Sure, Scooters are Practical, but their Look is What Counts
by Ricardo Baca
Denver Post Staff Writer
Katrina and Kenny Davis take son Jack, 4, with them as they tool around
town on their Stellas. (Post / Glenn Asakawa)
Al Gore hardly looks cool in his quest to go green and save the world.
But he might if he were riding a Stella scooter instead of being chauffeured
around in those stretch Lincolns.
There's something about scooter culture that is sexy, foreign, deliberate,
perilous, exciting. Granted, jumping on a scooter hardly makes you Marlon
Brando in "The Wild One" - in fact, catcalls are common, as
some guys, 10 years removed from the frat house and cruising in their
SUVs and Infiniti luxury sedans, don't "get" the svelte, diminutive
machines.
But evoking the romance of Gregory Peck and Audrey Hepburn ain't bad.
Their "Roman Holiday" is a classic film and a bulletproof
reminder of the scooter's allure. Yeah, they were buzzing around Rome,
circa the 1950s - quite the backdrop. And the striking beauty of 24-year-old
Hepburn was a plus. The film made her a star and led her to Academy
Award gold, the only statuette of her career.
Still, is there any question who the real star of that movie was?
No.
It was the scooter that transported American journalist Joe Bradley
(Peck) and incognito Princess Anne (Hepburn) around the Eternal City.
More charismatic than any leading man, more intoxicating than any ingénue,
the scooter told the story - and it also showed off its co-star, Rome,
with better-than-a-convertible vantages that mystify even today.

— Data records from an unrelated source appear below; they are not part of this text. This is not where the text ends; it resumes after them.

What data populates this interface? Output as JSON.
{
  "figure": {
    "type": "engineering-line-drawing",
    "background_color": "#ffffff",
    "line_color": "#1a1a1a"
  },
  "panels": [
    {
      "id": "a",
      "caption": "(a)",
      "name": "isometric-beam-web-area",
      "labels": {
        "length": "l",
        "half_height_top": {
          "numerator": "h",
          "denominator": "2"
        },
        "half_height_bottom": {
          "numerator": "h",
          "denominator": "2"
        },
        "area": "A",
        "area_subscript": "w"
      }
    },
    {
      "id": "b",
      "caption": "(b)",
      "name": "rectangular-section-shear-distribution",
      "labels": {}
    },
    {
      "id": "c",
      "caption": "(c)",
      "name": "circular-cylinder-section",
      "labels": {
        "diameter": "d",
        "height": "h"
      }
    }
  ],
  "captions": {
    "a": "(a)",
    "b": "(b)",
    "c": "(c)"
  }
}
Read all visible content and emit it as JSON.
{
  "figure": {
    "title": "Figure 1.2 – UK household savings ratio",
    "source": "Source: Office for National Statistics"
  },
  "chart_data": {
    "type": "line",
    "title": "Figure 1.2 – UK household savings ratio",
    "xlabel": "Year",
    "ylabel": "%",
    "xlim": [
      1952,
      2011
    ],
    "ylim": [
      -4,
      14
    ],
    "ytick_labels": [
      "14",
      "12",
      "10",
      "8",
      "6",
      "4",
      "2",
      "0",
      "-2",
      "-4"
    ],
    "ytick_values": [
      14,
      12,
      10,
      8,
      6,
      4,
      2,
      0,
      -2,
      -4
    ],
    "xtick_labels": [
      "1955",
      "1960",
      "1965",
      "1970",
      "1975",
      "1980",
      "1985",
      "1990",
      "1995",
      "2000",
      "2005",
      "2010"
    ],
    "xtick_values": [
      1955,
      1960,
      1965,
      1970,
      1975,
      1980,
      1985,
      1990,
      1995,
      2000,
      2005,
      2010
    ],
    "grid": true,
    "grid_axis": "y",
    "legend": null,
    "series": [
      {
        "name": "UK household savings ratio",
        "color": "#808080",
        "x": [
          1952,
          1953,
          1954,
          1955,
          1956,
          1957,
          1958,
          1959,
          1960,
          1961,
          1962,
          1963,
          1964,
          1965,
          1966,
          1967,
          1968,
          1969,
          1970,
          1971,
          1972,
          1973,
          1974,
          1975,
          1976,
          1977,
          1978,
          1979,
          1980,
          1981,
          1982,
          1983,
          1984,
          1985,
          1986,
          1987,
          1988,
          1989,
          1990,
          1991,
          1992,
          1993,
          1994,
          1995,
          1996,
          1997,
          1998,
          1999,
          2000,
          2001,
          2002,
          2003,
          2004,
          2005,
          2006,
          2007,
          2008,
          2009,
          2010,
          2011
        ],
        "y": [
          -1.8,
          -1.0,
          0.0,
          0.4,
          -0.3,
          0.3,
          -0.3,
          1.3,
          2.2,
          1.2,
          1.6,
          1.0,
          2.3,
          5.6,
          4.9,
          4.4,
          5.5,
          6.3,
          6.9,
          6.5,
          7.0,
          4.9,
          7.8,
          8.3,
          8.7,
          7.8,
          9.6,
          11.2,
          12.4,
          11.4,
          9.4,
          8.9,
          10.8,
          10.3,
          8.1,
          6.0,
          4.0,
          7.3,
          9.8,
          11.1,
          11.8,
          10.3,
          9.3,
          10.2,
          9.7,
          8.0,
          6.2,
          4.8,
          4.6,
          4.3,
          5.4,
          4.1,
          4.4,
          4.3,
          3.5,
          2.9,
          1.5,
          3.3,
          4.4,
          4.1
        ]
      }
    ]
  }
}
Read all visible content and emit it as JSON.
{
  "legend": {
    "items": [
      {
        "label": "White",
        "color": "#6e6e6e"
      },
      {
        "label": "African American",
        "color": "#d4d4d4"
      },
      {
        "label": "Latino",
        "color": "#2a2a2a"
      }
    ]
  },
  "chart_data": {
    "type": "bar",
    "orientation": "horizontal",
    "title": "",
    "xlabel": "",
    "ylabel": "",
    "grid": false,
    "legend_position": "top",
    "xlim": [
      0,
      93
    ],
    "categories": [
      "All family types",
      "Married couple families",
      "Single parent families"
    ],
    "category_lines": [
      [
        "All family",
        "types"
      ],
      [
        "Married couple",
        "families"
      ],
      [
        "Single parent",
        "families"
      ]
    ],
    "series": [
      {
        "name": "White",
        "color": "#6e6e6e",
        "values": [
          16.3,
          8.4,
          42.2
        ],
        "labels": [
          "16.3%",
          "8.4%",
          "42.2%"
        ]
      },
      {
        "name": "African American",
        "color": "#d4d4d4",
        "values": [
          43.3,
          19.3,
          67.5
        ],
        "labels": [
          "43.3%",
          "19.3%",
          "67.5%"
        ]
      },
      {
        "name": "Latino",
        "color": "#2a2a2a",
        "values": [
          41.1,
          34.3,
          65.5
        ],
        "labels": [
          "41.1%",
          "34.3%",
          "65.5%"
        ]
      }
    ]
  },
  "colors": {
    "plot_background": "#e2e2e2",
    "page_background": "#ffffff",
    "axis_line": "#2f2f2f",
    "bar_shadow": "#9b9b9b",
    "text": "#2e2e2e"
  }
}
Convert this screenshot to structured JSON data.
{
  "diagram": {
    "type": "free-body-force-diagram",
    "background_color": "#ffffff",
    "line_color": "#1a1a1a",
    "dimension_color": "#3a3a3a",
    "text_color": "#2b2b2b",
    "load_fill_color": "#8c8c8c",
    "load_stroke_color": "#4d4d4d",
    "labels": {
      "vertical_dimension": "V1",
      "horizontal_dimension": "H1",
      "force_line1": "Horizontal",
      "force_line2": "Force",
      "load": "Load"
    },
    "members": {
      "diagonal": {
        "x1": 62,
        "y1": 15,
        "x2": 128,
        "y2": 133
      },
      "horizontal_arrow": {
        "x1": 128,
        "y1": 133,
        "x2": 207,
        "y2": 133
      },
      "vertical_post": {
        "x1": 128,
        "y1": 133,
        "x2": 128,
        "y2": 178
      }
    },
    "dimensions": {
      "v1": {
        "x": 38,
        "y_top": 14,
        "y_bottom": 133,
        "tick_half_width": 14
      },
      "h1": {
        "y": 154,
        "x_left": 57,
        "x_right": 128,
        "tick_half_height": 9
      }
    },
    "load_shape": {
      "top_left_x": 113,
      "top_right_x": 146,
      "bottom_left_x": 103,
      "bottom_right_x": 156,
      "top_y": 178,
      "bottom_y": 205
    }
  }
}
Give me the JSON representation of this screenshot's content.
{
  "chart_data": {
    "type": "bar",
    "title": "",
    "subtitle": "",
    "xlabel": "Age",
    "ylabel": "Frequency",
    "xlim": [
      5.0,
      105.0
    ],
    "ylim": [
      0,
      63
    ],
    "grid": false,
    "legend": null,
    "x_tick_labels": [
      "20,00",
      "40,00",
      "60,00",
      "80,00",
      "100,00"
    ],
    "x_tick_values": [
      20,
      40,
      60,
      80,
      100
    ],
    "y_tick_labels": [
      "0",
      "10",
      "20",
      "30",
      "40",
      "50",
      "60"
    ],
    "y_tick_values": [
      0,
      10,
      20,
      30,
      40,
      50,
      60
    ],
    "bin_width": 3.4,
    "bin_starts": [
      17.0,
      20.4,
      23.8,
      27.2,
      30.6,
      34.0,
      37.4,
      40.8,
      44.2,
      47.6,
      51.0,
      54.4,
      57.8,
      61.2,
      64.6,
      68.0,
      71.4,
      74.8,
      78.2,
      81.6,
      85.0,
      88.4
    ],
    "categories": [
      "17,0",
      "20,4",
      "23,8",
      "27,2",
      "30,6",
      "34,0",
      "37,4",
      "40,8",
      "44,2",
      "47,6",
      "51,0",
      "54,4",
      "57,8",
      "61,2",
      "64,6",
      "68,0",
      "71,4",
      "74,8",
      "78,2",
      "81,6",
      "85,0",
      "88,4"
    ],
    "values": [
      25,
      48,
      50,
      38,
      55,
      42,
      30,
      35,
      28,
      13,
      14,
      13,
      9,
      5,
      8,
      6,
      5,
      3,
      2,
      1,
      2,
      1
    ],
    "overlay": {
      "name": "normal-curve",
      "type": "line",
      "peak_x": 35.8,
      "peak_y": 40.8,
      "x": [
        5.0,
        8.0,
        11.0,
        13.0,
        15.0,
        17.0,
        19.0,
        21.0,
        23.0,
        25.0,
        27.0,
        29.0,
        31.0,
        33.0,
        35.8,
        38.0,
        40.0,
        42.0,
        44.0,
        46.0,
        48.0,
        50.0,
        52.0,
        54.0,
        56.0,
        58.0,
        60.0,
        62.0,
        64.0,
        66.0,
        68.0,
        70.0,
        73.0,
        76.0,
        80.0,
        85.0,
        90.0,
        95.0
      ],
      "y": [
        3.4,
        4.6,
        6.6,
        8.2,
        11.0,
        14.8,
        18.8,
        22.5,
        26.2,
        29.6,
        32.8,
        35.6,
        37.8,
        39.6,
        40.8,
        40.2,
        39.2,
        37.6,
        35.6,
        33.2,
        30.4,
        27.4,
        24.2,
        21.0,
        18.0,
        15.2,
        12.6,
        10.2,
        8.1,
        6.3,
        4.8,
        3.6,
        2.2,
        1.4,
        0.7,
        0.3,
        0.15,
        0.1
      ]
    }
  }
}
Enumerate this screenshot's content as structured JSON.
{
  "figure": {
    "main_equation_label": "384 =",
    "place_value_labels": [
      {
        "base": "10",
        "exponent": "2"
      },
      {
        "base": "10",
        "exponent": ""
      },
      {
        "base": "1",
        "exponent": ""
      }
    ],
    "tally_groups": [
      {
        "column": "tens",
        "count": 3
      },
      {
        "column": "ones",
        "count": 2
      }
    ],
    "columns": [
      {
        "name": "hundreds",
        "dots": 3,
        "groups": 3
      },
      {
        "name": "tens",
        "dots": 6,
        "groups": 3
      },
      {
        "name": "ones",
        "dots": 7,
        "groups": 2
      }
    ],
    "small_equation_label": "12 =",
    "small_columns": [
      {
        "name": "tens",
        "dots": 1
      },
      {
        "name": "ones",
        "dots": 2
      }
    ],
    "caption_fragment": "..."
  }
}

As scooter culture gains more momentum stateside - the machines are
now ubiquitous on the streets and sidewalks of all major American cities
- more people are falling for the style and the lifestyle that comes
with owning one of the machines.
Denver was set to be its most mod this weekend as the setting for Amerivespa
and the Lambretta Jamboree, the largest scooter gatherings in the United
States. They're scheduled to close today with breakfast in Cherry Creek
North, an afternoon ride to Red Rocks and late-night karaoke at Sobo
151.
While hardcore scooterists know the difference between a P-series and
a VBB, most people generically call the machines scooters, mopeds or
Vespas, a brand name that has become the Coca-Cola of the two-stroke
world.
As it should be. The first Vespa was made exactly 60 years ago by the
Italian military aircraft manufacturer Piaggio, which was trying to
develop a cheap means of transport in a brutalized postwar Italy.
When Enrico Piaggio first saw the designs for the machine, he screamed,
"Sembra una vespa!" Translated: "It looks like a wasp!"
And regardless of its blue-collar, everyday intentions, the waspy scooter
soon became a national icon, a symbol of all things Italian: strength
and romance, virility and indulgence.
It didn't take the Brits long to develop their own decidedly English
love affair with scooters, and the machines helped define the country's
notorious Mod movement. Together with the monkey jacket, the Chelsea
boot and the Fred Perry polo, Mod culture was all about presentation
- and the scooter was the only choice of transportation for those disaffected
kids, as portrayed in The Who's legendary rock opera and film, "Quadrophenia."
Without that film and its protagonist, Jimmy, there might have never
been Ben Sherman - the throwback, skinny-fit clothing line most often
associated with modern scooter style. The British company's clothes
have slightly modernized the Mod, lowering waistlines and necklines
and bringing up hemlines to reveal more skin.
But the spread of scooter culture hardly has been gradual since the
Mods ruled the London streets. It grew for a while, abroad and in the
U.S., where Vespas were sold from 1951 to the mid-1980s. But then it
took a dive after California, at the time America's top Vespa market,
changed its emissions standards and made the scooters' engines illegal.
People still rode and collected Vespas and attended scooter rallies,
but it wasn't until late 2000 that new Vespas were re- introduced to
the U.S. - that date marks a noticeable resurgence in Americans' interest
in the niche two-wheeled set.
Suddenly scooters were around again, not just Sundays at the coffee
shop, but also Monday through Friday at downtown bike racks. Twentysomethings
and 40-somethings alike were riding restored, vintage bikes and new
scooters designed to look like they were manufactured in the '60s.
They dressed the part or they didn't, but it mattered not. Like "Roman
Holiday," the scooter was all the exposition they needed.